The ANALYZE dead tuple accounting takes a 100% quantitative approach
-- it is entirely unconcerned about qualitative distinctions about the
number of dead tuples per logical row. Sometimes that doesn't matter,
but there are many important cases where it clearly is important. I'll
show one such case now. This is a case where the system frequently
launches autovacuum workers that really never manage to do truly
useful work:

$ pgbench -i -s 50 -F 80
...
$ pgbench -s 50 -j 4 -c 32 -M prepared -T 300 --rate=15000
...

I've made the heap fill factor 80 (with -F). I've also set both
autovacuum_vacuum_scale_factor and autovacuum_analyze_scale_factor to
0.02 here, which is aggressive but still basically reasonable. I've
enabled autovacuum logging so we can see exactly what's going on with
autovacuum when pgbench runs -- that's the interesting part.

The log output shows that an autovacuum worker was launched and ran
VACUUM against pgbench_accounts on 11 separate occasions during the 5
minute pgbench benchmark. All 11 autovacuum log reports show the
details are virtually the same in each case. Here is the 11th and
final output concerning the accounts table (I could have used any of
the other 10 just as easily):

p 593300/2021-05-28 16:16:47 PDT LOG: automatic vacuum of table
"regression.public.pgbench_accounts": index scans: 0
pages: 0 removed, 102041 remain, 0 skipped due to pins, 0 skipped frozen
tuples: 100300 removed, 5000000 remain, 0 are dead but not yet
removable, oldest xmin: 7269905
buffer usage: 204166 hits, 0 misses, 3586 dirtied
index scan not needed: 0 pages from table (0.00% of total) had 0
dead item identifiers removed
avg read rate: 0.000 MB/s, avg write rate: 11.250 MB/s
I/O Timings:
system usage: CPU: user: 2.31 s, system: 0.02 s, elapsed: 2.49 s
WAL usage: 200471 records, 31163 full page images, 44115415 bytes

Notice that we have 0 LP_DEAD items left behind by pruning -- either
opportunistic pruning or pruning by VACUUM. Pruning by VACUUM inside
lazy_scan_prune() does "remove 100300 dead tuples", so arguably VACUUM
does some useful work. Though I would argue that we don't -- I think
that this is a total waste of cycles. This particular quantitative
measure has little to do with anything that matters to the workload.
This workload shouldn't ever need to VACUUM the accounts table (except
when the time comes to freeze its tuples) -- the backends can clean up
after themselves opportunistically, without ever faltering (i.e.
without ever failing to keep a HOT chain on the same page).

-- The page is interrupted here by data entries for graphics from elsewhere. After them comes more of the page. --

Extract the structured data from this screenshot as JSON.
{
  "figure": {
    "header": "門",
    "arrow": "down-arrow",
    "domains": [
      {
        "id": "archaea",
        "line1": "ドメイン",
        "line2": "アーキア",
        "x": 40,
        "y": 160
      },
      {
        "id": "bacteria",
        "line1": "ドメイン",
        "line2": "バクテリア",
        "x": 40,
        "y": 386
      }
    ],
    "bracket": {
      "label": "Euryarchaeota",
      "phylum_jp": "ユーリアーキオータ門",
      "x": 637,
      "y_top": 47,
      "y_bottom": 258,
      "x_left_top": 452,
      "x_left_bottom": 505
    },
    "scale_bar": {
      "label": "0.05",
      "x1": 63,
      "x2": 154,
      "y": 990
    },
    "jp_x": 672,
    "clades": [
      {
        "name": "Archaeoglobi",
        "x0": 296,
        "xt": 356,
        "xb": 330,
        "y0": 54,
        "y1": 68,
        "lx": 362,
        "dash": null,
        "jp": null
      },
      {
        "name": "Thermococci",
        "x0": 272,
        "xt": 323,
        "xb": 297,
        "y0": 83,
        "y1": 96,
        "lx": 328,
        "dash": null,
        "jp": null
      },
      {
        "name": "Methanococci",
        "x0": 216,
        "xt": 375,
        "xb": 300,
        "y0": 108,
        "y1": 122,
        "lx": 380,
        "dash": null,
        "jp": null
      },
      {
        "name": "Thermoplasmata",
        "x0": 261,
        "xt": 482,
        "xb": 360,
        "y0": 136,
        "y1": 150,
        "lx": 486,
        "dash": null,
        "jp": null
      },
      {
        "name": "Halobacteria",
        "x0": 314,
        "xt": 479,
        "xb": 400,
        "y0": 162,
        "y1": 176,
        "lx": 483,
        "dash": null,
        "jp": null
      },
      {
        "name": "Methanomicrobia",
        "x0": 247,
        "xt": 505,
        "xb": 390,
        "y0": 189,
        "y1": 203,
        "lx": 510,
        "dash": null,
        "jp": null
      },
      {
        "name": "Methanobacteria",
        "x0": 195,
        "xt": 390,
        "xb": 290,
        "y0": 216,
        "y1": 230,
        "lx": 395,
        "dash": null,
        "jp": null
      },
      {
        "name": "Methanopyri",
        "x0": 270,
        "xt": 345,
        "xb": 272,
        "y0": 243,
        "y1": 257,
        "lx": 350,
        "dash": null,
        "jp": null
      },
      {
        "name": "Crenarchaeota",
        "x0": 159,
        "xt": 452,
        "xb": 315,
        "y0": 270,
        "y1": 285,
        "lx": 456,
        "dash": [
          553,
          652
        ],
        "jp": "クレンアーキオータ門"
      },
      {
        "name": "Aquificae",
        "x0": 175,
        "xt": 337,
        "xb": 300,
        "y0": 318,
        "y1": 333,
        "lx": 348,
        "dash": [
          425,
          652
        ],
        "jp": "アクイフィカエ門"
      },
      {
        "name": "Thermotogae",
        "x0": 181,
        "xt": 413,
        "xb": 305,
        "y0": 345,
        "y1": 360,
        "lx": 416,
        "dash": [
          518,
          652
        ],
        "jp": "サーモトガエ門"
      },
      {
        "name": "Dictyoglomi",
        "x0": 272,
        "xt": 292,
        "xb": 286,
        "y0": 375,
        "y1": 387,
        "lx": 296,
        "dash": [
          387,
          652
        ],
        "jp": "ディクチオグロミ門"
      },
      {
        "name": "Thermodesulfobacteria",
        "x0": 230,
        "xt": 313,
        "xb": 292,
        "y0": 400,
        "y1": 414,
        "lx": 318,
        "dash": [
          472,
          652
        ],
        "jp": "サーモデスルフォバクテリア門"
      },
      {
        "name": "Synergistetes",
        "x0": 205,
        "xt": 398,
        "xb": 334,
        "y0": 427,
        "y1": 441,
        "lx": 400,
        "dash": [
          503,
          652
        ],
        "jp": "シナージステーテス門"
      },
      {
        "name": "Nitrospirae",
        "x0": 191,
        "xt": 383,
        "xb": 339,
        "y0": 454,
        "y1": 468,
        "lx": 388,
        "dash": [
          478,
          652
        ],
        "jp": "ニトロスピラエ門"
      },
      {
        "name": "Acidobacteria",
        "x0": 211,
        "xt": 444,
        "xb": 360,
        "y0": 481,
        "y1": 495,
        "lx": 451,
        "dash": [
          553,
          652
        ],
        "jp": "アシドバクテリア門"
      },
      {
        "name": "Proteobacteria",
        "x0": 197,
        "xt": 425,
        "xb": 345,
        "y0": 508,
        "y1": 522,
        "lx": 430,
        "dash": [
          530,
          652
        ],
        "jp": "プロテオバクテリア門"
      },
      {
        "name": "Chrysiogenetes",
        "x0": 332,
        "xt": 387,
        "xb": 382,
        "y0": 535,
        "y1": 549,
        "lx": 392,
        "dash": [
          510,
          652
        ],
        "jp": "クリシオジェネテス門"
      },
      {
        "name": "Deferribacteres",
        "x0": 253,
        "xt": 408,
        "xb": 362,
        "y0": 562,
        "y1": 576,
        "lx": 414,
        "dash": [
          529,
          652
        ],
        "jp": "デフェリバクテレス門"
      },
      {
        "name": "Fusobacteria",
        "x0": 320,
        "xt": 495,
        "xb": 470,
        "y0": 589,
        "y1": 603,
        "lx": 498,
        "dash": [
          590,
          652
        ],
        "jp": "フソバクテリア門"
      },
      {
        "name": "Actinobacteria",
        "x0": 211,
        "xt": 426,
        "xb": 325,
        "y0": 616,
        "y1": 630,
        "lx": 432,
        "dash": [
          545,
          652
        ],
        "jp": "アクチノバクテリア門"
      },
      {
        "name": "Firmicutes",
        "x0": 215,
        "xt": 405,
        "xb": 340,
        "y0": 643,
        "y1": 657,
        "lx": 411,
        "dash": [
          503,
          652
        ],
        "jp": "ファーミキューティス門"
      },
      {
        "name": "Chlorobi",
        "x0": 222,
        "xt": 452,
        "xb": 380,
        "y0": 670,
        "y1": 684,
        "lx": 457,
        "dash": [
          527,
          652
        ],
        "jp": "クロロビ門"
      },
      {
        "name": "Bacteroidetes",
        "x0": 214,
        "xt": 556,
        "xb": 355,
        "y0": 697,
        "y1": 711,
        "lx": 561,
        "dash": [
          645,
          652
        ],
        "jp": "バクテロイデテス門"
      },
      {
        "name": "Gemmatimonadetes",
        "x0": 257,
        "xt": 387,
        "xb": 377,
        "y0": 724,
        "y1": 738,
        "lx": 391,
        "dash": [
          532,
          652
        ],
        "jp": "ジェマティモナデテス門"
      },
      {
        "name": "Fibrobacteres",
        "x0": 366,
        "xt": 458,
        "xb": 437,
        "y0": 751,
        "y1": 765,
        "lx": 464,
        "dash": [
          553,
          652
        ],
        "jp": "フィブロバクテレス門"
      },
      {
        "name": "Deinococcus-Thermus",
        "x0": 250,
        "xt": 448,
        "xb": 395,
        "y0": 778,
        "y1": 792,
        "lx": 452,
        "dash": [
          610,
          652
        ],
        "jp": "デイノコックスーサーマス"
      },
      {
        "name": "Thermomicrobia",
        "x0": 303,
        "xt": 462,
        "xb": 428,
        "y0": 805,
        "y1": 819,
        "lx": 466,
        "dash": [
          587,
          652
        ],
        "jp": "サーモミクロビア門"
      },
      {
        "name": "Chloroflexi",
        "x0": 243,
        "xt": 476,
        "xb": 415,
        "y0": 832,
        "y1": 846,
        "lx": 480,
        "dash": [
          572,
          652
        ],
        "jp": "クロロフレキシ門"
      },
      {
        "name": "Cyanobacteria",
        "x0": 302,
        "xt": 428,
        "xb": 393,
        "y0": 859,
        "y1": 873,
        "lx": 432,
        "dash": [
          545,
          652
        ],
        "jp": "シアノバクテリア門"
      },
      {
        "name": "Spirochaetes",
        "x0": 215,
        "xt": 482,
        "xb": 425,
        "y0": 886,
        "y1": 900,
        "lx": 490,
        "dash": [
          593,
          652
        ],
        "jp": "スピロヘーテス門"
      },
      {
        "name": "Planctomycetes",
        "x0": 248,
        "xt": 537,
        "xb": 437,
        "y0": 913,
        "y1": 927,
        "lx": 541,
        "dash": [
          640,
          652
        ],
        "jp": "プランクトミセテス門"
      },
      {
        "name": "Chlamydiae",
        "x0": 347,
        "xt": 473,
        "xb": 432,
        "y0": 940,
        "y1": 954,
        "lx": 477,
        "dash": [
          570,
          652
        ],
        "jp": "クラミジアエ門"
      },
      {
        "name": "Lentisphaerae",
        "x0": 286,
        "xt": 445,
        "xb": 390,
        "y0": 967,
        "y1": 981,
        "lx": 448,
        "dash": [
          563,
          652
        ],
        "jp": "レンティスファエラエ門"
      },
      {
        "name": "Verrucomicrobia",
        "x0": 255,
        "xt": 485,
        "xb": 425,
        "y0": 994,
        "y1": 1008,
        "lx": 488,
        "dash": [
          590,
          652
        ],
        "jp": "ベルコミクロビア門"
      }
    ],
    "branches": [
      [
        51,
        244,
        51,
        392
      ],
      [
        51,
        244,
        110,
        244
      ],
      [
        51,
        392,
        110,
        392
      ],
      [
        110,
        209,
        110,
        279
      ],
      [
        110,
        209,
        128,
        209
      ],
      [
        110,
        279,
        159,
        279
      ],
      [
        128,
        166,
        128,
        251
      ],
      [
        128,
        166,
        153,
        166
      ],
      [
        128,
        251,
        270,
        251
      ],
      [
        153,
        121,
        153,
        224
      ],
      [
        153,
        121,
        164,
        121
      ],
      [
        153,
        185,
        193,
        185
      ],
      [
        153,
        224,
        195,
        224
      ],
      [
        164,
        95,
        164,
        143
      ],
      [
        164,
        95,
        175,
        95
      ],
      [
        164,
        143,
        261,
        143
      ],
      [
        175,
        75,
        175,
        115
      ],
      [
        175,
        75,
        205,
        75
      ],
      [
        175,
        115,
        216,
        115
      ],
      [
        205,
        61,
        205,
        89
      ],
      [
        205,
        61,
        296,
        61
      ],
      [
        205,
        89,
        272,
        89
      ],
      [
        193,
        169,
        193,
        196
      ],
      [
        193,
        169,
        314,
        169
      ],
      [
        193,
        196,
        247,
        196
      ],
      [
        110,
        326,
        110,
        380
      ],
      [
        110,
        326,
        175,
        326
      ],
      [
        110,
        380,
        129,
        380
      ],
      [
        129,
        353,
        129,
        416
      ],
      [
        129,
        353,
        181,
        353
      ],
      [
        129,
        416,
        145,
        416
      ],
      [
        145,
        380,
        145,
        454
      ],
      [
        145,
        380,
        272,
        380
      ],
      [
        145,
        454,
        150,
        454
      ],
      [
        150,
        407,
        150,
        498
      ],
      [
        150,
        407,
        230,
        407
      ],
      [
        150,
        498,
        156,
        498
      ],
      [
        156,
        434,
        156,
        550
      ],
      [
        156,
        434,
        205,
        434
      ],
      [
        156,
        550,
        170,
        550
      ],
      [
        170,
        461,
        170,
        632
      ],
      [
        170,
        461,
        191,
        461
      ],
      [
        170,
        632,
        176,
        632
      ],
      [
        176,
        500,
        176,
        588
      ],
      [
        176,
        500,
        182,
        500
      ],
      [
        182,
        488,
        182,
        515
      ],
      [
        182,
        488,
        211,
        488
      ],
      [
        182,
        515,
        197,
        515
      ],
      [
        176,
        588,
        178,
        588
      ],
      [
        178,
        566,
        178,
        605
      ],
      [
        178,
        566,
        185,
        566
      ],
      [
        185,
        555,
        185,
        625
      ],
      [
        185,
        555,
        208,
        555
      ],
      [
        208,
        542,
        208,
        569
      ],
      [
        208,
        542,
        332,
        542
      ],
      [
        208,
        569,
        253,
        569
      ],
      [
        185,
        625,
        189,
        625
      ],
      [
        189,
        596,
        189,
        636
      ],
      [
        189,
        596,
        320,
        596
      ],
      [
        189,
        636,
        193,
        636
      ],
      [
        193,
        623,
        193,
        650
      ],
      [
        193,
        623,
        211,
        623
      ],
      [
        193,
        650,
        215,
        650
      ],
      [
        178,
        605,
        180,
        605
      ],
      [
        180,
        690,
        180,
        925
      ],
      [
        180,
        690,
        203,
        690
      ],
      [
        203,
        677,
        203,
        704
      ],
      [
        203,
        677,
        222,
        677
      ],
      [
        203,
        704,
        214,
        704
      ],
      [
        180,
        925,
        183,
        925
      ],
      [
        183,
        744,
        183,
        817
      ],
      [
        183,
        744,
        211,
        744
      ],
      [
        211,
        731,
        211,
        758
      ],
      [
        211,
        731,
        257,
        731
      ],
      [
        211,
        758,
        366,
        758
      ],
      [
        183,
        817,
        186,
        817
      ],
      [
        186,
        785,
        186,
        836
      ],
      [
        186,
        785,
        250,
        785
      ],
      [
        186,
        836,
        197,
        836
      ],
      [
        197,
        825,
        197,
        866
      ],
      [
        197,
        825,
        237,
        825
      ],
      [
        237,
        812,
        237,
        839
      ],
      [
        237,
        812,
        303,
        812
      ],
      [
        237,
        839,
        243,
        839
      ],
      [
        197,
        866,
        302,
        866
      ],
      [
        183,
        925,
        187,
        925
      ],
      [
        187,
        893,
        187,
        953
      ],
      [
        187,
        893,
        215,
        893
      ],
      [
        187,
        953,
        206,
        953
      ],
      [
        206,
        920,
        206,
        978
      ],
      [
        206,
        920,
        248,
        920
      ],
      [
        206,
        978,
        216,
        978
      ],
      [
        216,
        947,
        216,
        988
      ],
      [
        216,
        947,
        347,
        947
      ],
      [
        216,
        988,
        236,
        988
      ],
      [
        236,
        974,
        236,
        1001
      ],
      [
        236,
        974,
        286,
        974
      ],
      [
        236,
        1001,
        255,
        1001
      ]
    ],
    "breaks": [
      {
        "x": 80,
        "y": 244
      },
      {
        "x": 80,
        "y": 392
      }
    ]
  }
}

The picture we see here seems contradictory, even if you think about
the problem in exactly the same way as vacuumlazy.c thinks about the
problem. On the one hand autovacuum workers are launched because
opportunistic cleanup techniques (mainly opportunistic heap page
pruning) don't seem to be able to keep up with the workload. On the
other hand, when VACUUM actually runs we consistently see 0 LP_DEAD
stub items in heap pages, which is generally an excellent indicator
that opportunistic HOT pruning is in fact working perfectly. Only one
of those statements can be correct.

The absurdity of autovacuum's behavior with this workload becomes
undeniable once you tweak just one detail and see what changes. For
example, I find that if I repeat the same process but increase
autovacuum_vacuum_scale_factor from 0.02 to 0.05, everything changes.
Instead of getting 11 autovacuum runs against pgbench_accounts I get 0
autovacuum runs! This effect is stable, and won't change if the
workload runs for more than 5 minutes. Apparently vacuuming less
aggressively results in less need for vacuuming!

I believe that there is a sharp discontinuity here -- a crossover
point for autovacuum_vacuum_scale_factor at which the behavior of the
system *flips*, from very *frequent* autovacuum runs against the
accounts table, to *zero* runs. This seems like a real problem to me.
I bet it has real consequences that are hard to model. In any case
this simple model seems convincing enough. The dead tuple accounting
makes it much harder to set autovacuum_vacuum_scale_factor very
aggressively (say 0.02 or so) -- nobody is going to want to do that as
long as it makes the system launch useless autovacuum workers that
never end up doing useful work in a subset of tables. Users are
currently missing out on the benefit of very aggressive autovacuums
against tables where it truly makes sense.

The code in acquire_sample_rows()/heapam_scan_analyze_next_tuple()
counts tuples/line pointers on a physical heap page. Perhaps it should
"operate against an imaginary version of the page" instead -- the page
as it would be just *after* lazy_scan_prune() is called for the page
during a future VACUUM. More concretely, if there is a HOT chain then
acquire_sample_rows() could perhaps either count 0 or 1 or the chain's
tuples as dead tuples. The code might be taught to recognize that a
total absence of LP_DEAD stubs items on the heap page strongly
indicates that the workload can manage HOT chains via opportunistic
pruning.

I'm just speculating about what alternative design might fix the issue
at this point. In any case I contend that the current behavior gets
too much wrong, and should be fixed in Postgres 15.